Once your first table is live, a few things are worth exploring:
The shortcode accepts all column and filter settings defined in the table builder as defaults, but you can override individual parameters inline. For example, `[tablecrafter id="1" per_page="25"]` overrides the default rows-per-page setting for this specific embed without changing the saved table configuration. This lets you reuse one table definition across multiple pages with different display requirements.
- Multiple tables from one form, Create a second table configuration for the same form with different columns or entry filters. Each gets its own shortcode. Use this to show a public summary alongside a private admin-level detail view.
- Restricting by current user, In the entry filter settings, you can filter by the entry creator. This means each logged-in user sees only their own submissions, the right pattern for customer portals and driver tracking tools.
- Combining with Gravity Forms conditional notifications, TableCrafter handles the display layer. Gravity Forms still handles form submission, notifications, and confirmations. You don't need to change your existing form setup at all.
Frequently Asked Questions
How do I display Gravity Forms entries as a table?
Install the free TableCrafter plugin from WordPress.org, then go to TableCrafter > Tables > Add New in your WordPress admin. Select your Gravity Forms form from the Form dropdown, drag the fields you want to display into the column list, configure labels and column order, and click Save Table. TableCrafter assigns a numeric ID to your configuration. Embed the table on any WordPress page using the [tablecrafter id="N"] shortcode, where N is the table ID. Visitors see a live, sortable, searchable table populated directly from your Gravity Forms entry database with no manual data export required.
Does displaying Gravity Forms entries as a table require coding?
No coding is required. TableCrafter's admin interface handles the connection to Gravity Forms, column mapping, access control, pagination, and display settings entirely through point-and-click controls in the table builder. Embedding uses the [tablecrafter] shortcode or the native Gutenberg block; both require no PHP knowledge to use. No custom PHP, no direct database queries, and no WordPress template modifications are needed to get a live, sortable, searchable table of Gravity Forms entries on the frontend. Developer-level customization is available via WordPress filter hooks such as gravity_tables_column_value for cell value transformations, but these are optional extensions for advanced use cases and are not required for the standard setup described in this guide.
Can I filter and search the Gravity Forms entries table?
Yes. TableCrafter includes a global search bar that searches across all visible columns in real time as the user types. Column-level filters are configured per-column in the table builder's Filtering tab: text columns support text input filters with optional case-sensitive or exact-match modes; Select, Radio Button, and Drop Down columns support dropdown filters populated automatically from the distinct values in the data.

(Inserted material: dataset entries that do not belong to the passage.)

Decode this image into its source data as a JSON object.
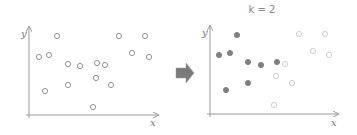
{
  "diagram": {
    "title": "k = 2",
    "left_panel": {
      "x_label": "x",
      "y_label": "y",
      "points": [
        {
          "x": 57,
          "y": 36
        },
        {
          "x": 39,
          "y": 57
        },
        {
          "x": 49,
          "y": 55
        },
        {
          "x": 68,
          "y": 64
        },
        {
          "x": 80,
          "y": 66
        },
        {
          "x": 97,
          "y": 63
        },
        {
          "x": 105,
          "y": 65
        },
        {
          "x": 96,
          "y": 78
        },
        {
          "x": 68,
          "y": 85
        },
        {
          "x": 45,
          "y": 91
        },
        {
          "x": 111,
          "y": 85
        },
        {
          "x": 93,
          "y": 107
        },
        {
          "x": 119,
          "y": 36
        },
        {
          "x": 145,
          "y": 36
        },
        {
          "x": 132,
          "y": 53
        },
        {
          "x": 149,
          "y": 57
        }
      ]
    },
    "right_panel": {
      "x_label": "x",
      "y_label": "y",
      "clusters": [
        {
          "name": "cluster-1",
          "style": "filled",
          "color": "#808080",
          "points": [
            {
              "x": 57,
              "y": 35
            },
            {
              "x": 39,
              "y": 55
            },
            {
              "x": 50,
              "y": 53
            },
            {
              "x": 68,
              "y": 62
            },
            {
              "x": 81,
              "y": 65
            },
            {
              "x": 97,
              "y": 62
            },
            {
              "x": 68,
              "y": 83
            },
            {
              "x": 46,
              "y": 90
            }
          ]
        },
        {
          "name": "cluster-2",
          "style": "hollow",
          "color": "#c8c8c8",
          "points": [
            {
              "x": 105,
              "y": 64
            },
            {
              "x": 96,
              "y": 76
            },
            {
              "x": 112,
              "y": 83
            },
            {
              "x": 94,
              "y": 105
            },
            {
              "x": 119,
              "y": 34
            },
            {
              "x": 145,
              "y": 34
            },
            {
              "x": 133,
              "y": 51
            },
            {
              "x": 149,
              "y": 55
            }
          ]
        }
      ]
    },
    "arrow": {
      "icon": "right-arrow-icon",
      "color": "#7a7a7a"
    },
    "colors": {
      "axis": "#9a9a9a",
      "left_points": "#888888"
    }
  }
}
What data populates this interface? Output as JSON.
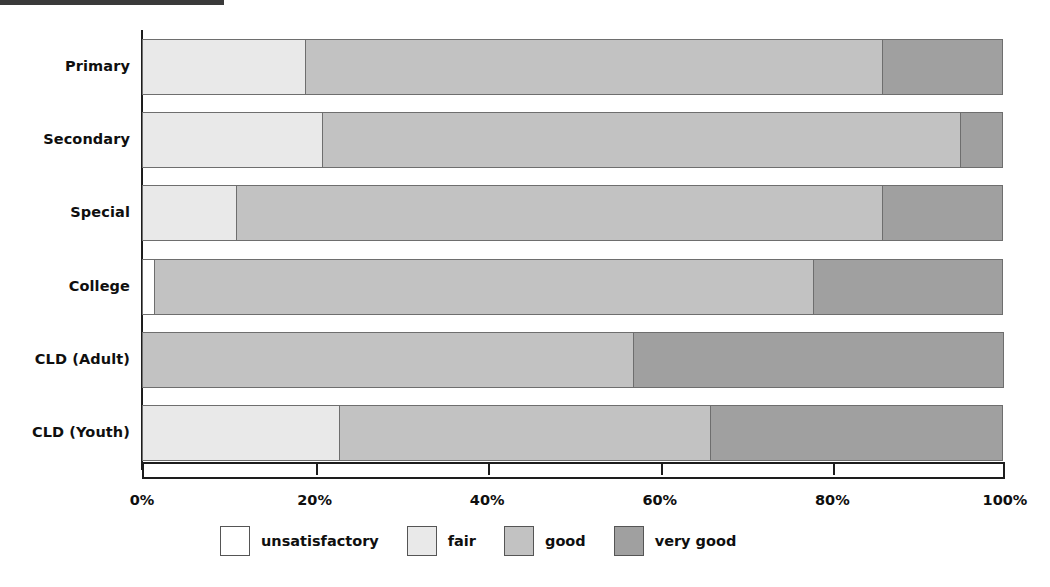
{
  "chart_data": {
    "type": "bar",
    "orientation": "horizontal",
    "stacked": true,
    "normalized": true,
    "title": "",
    "subtitle": "",
    "xlabel": "",
    "ylabel": "",
    "xlim": [
      0,
      100
    ],
    "grid": false,
    "legend_position": "bottom",
    "categories": [
      "Primary",
      "Secondary",
      "Special",
      "College",
      "CLD (Adult)",
      "CLD (Youth)"
    ],
    "x_tick_values": [
      0,
      20,
      40,
      60,
      80,
      100
    ],
    "x_tick_labels": [
      "0%",
      "20%",
      "40%",
      "60%",
      "80%",
      "100%"
    ],
    "series": [
      {
        "name": "unsatisfactory",
        "color": "#ffffff",
        "values": [
          0,
          0,
          0,
          1.5,
          0,
          0
        ]
      },
      {
        "name": "fair",
        "color": "#e9e9e9",
        "values": [
          19,
          21,
          11,
          0,
          0,
          23
        ]
      },
      {
        "name": "good",
        "color": "#c2c2c2",
        "values": [
          67,
          74,
          75,
          76.5,
          57,
          43
        ]
      },
      {
        "name": "very good",
        "color": "#a0a0a0",
        "values": [
          14,
          5,
          14,
          22,
          43,
          34
        ]
      }
    ],
    "legend_entries": [
      {
        "label": "unsatisfactory",
        "color": "#ffffff"
      },
      {
        "label": "fair",
        "color": "#e9e9e9"
      },
      {
        "label": "good",
        "color": "#c2c2c2"
      },
      {
        "label": "very good",
        "color": "#a0a0a0"
      }
    ]
  }
}
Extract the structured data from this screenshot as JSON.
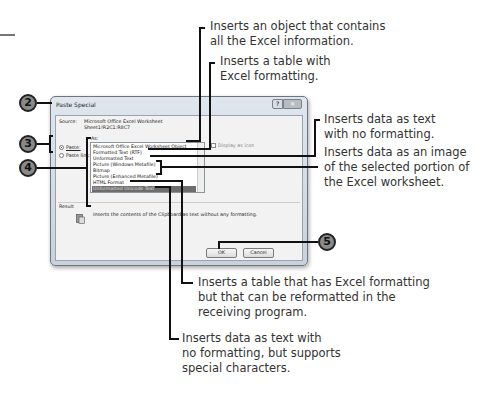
{
  "dialog": {
    "title": "Paste Special",
    "help_button": "?",
    "close_button": "✕",
    "source_label": "Source:",
    "source_value_line1": "Microsoft Office Excel Worksheet",
    "source_value_line2": "Sheet1!R2C1:R8C7",
    "as_label": "As:",
    "radio_paste": "Paste:",
    "radio_paste_link": "Paste link:",
    "list_items": [
      "Microsoft Office Excel Worksheet Object",
      "Formatted Text (RTF)",
      "Unformatted Text",
      "Picture (Windows Metafile)",
      "Bitmap",
      "Picture (Enhanced Metafile)",
      "HTML Format",
      "Unformatted Unicode Text"
    ],
    "selected_item": "Unformatted Unicode Text",
    "display_as_icon": "Display as icon",
    "result_label": "Result",
    "result_text": "Inserts the contents of the Clipboard as text without any formatting.",
    "ok_button": "OK",
    "cancel_button": "Cancel"
  },
  "steps": {
    "two": "2",
    "three": "3",
    "four": "4",
    "five": "5"
  },
  "callouts": {
    "excel_object": "Inserts an object that contains\nall the Excel information.",
    "rtf": "Inserts a table with\nExcel formatting.",
    "unformatted": "Inserts data as text\nwith no formatting.",
    "picture": "Inserts data as an image\nof the selected portion of\nthe Excel worksheet.",
    "html": "Inserts a table that has Excel formatting\nbut that can be reformatted in the\nreceiving program.",
    "unicode": "Inserts data as text with\nno formatting, but supports\nspecial characters."
  }
}
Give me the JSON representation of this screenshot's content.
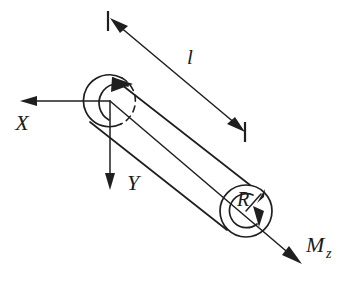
{
  "figure": {
    "type": "engineering-diagram",
    "background_color": "#ffffff",
    "line_color": "#1f1f1f",
    "width": 344,
    "height": 287
  },
  "labels": {
    "length": "l",
    "axis_x": "X",
    "axis_y": "Y",
    "radius": "R",
    "moment": "M",
    "moment_subscript": "z"
  },
  "geometry": {
    "left_end": {
      "name": "left-end-circle",
      "center_x": 109,
      "center_y": 101,
      "radius": 26,
      "dashed_arc": "lower-right"
    },
    "right_end": {
      "name": "right-end-circle",
      "center_x": 246,
      "center_y": 211,
      "radius": 26
    },
    "origin": {
      "x": 110,
      "y": 101
    },
    "axis_x_tip": {
      "x": 22,
      "y": 101
    },
    "axis_y_tip": {
      "x": 110,
      "y": 189
    },
    "moment_axis_tip": {
      "x": 301,
      "y": 263
    },
    "dimension_line": {
      "start": {
        "x": 112,
        "y": 22
      },
      "end": {
        "x": 243,
        "y": 128
      }
    }
  },
  "annotations": {
    "length_dimension": "double-headed dimension arrow spanning shaft length",
    "left_torque_arc": "curved arrow indicating torsional rotation at fixed end",
    "right_torque_arc": "curved arrow indicating applied moment at free end",
    "radius_arrow": "radius arrow from center to circumference"
  }
}
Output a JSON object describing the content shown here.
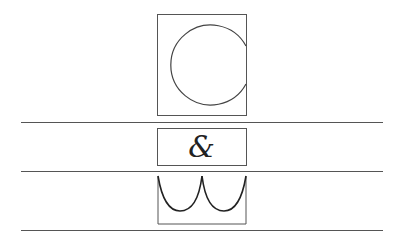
{
  "emblem": {
    "top_letter": "C",
    "middle_glyph": "&",
    "bottom_letter": "W"
  },
  "colors": {
    "stroke": "#555555",
    "glyph": "#222222",
    "background": "#ffffff"
  }
}
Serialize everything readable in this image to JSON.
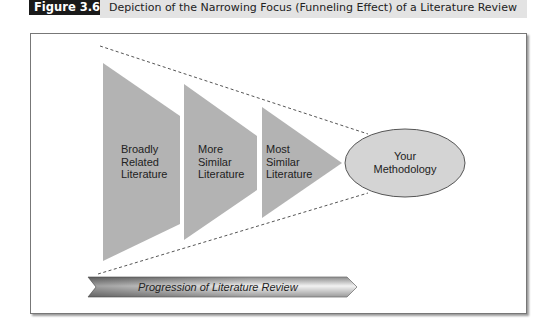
{
  "figure": {
    "label": "Figure 3.6",
    "title": "Depiction of the Narrowing Focus (Funneling Effect) of a Literature Review"
  },
  "diagram": {
    "stages": [
      {
        "lines": [
          "Broadly",
          "Related",
          "Literature"
        ]
      },
      {
        "lines": [
          "More",
          "Similar",
          "Literature"
        ]
      },
      {
        "lines": [
          "Most",
          "Similar",
          "Literature"
        ]
      }
    ],
    "endpoint": {
      "lines": [
        "Your",
        "Methodology"
      ]
    },
    "progression_arrow": {
      "label": "Progression of Literature Review"
    },
    "colors": {
      "shape_fill": "#b3b3b3",
      "ellipse_fill": "#d4d4d4",
      "ellipse_stroke": "#555555",
      "dash_line": "#555555",
      "label_box": "#1a1a1a",
      "title_bar": "#e3e3e3"
    }
  }
}
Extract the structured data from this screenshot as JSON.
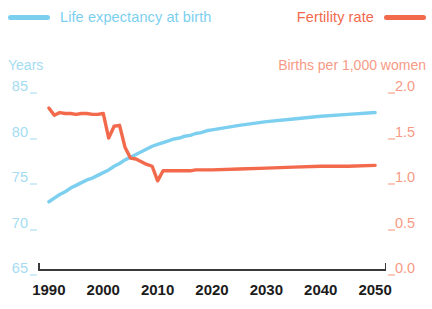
{
  "legend": {
    "life_label": "Life expectancy at birth",
    "fertility_label": "Fertility rate",
    "life_color": "#7CCFEF",
    "fertility_color": "#F2694C"
  },
  "axes": {
    "left_caption": "Years",
    "right_caption": "Births per 1,000 women",
    "left_ticks": [
      "85",
      "80",
      "75",
      "70",
      "65"
    ],
    "right_ticks": [
      "2.0",
      "1.5",
      "1.0",
      "0.5",
      "0.0"
    ],
    "x_ticks": [
      "1990",
      "2000",
      "2010",
      "2020",
      "2030",
      "2040",
      "2050"
    ]
  },
  "chart_data": {
    "type": "line",
    "title": "",
    "xlabel": "",
    "grid": false,
    "legend_position": "top",
    "x": [
      1990,
      1991,
      1992,
      1993,
      1994,
      1995,
      1996,
      1997,
      1998,
      1999,
      2000,
      2001,
      2002,
      2003,
      2004,
      2005,
      2006,
      2007,
      2008,
      2009,
      2010,
      2011,
      2012,
      2013,
      2014,
      2015,
      2016,
      2017,
      2018,
      2019,
      2020,
      2025,
      2030,
      2035,
      2040,
      2045,
      2050
    ],
    "xlim": [
      1988,
      2052
    ],
    "series": [
      {
        "name": "Life expectancy at birth",
        "color": "#7CCFEF",
        "axis": "left",
        "ylabel": "Years",
        "ylim": [
          65,
          85
        ],
        "yticks": [
          65,
          70,
          75,
          80,
          85
        ],
        "values": [
          72.5,
          72.9,
          73.3,
          73.6,
          74.0,
          74.3,
          74.6,
          74.9,
          75.1,
          75.4,
          75.7,
          76.0,
          76.4,
          76.7,
          77.1,
          77.4,
          77.7,
          78.0,
          78.3,
          78.6,
          78.8,
          79.0,
          79.2,
          79.4,
          79.5,
          79.7,
          79.8,
          80.0,
          80.1,
          80.3,
          80.4,
          80.9,
          81.3,
          81.6,
          81.9,
          82.1,
          82.3
        ]
      },
      {
        "name": "Fertility rate",
        "color": "#F2694C",
        "axis": "right",
        "ylabel": "Births per 1,000 women",
        "ylim": [
          0.0,
          2.0
        ],
        "yticks": [
          0.0,
          0.5,
          1.0,
          1.5,
          2.0
        ],
        "values": [
          1.78,
          1.7,
          1.73,
          1.72,
          1.72,
          1.71,
          1.72,
          1.72,
          1.71,
          1.71,
          1.72,
          1.45,
          1.58,
          1.59,
          1.35,
          1.23,
          1.22,
          1.19,
          1.16,
          1.14,
          0.98,
          1.09,
          1.09,
          1.09,
          1.09,
          1.09,
          1.09,
          1.1,
          1.1,
          1.1,
          1.1,
          1.11,
          1.12,
          1.13,
          1.14,
          1.14,
          1.15
        ]
      }
    ]
  }
}
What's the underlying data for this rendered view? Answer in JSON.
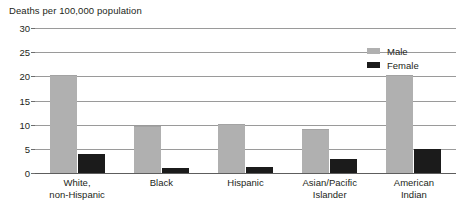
{
  "chart_data": {
    "type": "bar",
    "title": "Deaths per 100,000 population",
    "xlabel": "",
    "ylabel": "Deaths per 100,000 population",
    "ylim": [
      0,
      30
    ],
    "yticks": [
      0,
      5,
      10,
      15,
      20,
      25,
      30
    ],
    "ytick_labels": [
      "0",
      "5",
      "10",
      "15",
      "20",
      "25",
      "30"
    ],
    "grid": true,
    "legend_position": "top-right",
    "categories": [
      "White, non-Hispanic",
      "Black",
      "Hispanic",
      "Asian/Pacific Islander",
      "American Indian"
    ],
    "category_lines": [
      [
        "White,",
        "non-Hispanic"
      ],
      [
        "Black",
        ""
      ],
      [
        "Hispanic",
        ""
      ],
      [
        "Asian/Pacific",
        "Islander"
      ],
      [
        "American",
        "Indian"
      ]
    ],
    "series": [
      {
        "name": "Male",
        "color": "#b0b0b0",
        "values": [
          20.0,
          9.5,
          10.0,
          9.0,
          20.0
        ]
      },
      {
        "name": "Female",
        "color": "#1b1b1b",
        "values": [
          4.0,
          1.0,
          1.2,
          3.0,
          5.0
        ]
      }
    ]
  },
  "legend": {
    "items": [
      {
        "label": "Male"
      },
      {
        "label": "Female"
      }
    ]
  }
}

Date columns support date-range filters. All filter types work alongside each other and combine with AND logic: a user can filter by status AND date AND search text simultaneously. Pagination is server-side, meaning only the current page's rows are loaded at a time.
Is this free?
The core plugin is free and available on WordPress.org. It supports Gravity Forms entries as the data source. Pro adds inline editing, export, role-based visibility, and auto-refresh.
Try TableCrafter Free
Install from WordPress.org in under two minutes. No account required, no entry limits, no trial period, just live Gravity Forms tables on your frontend.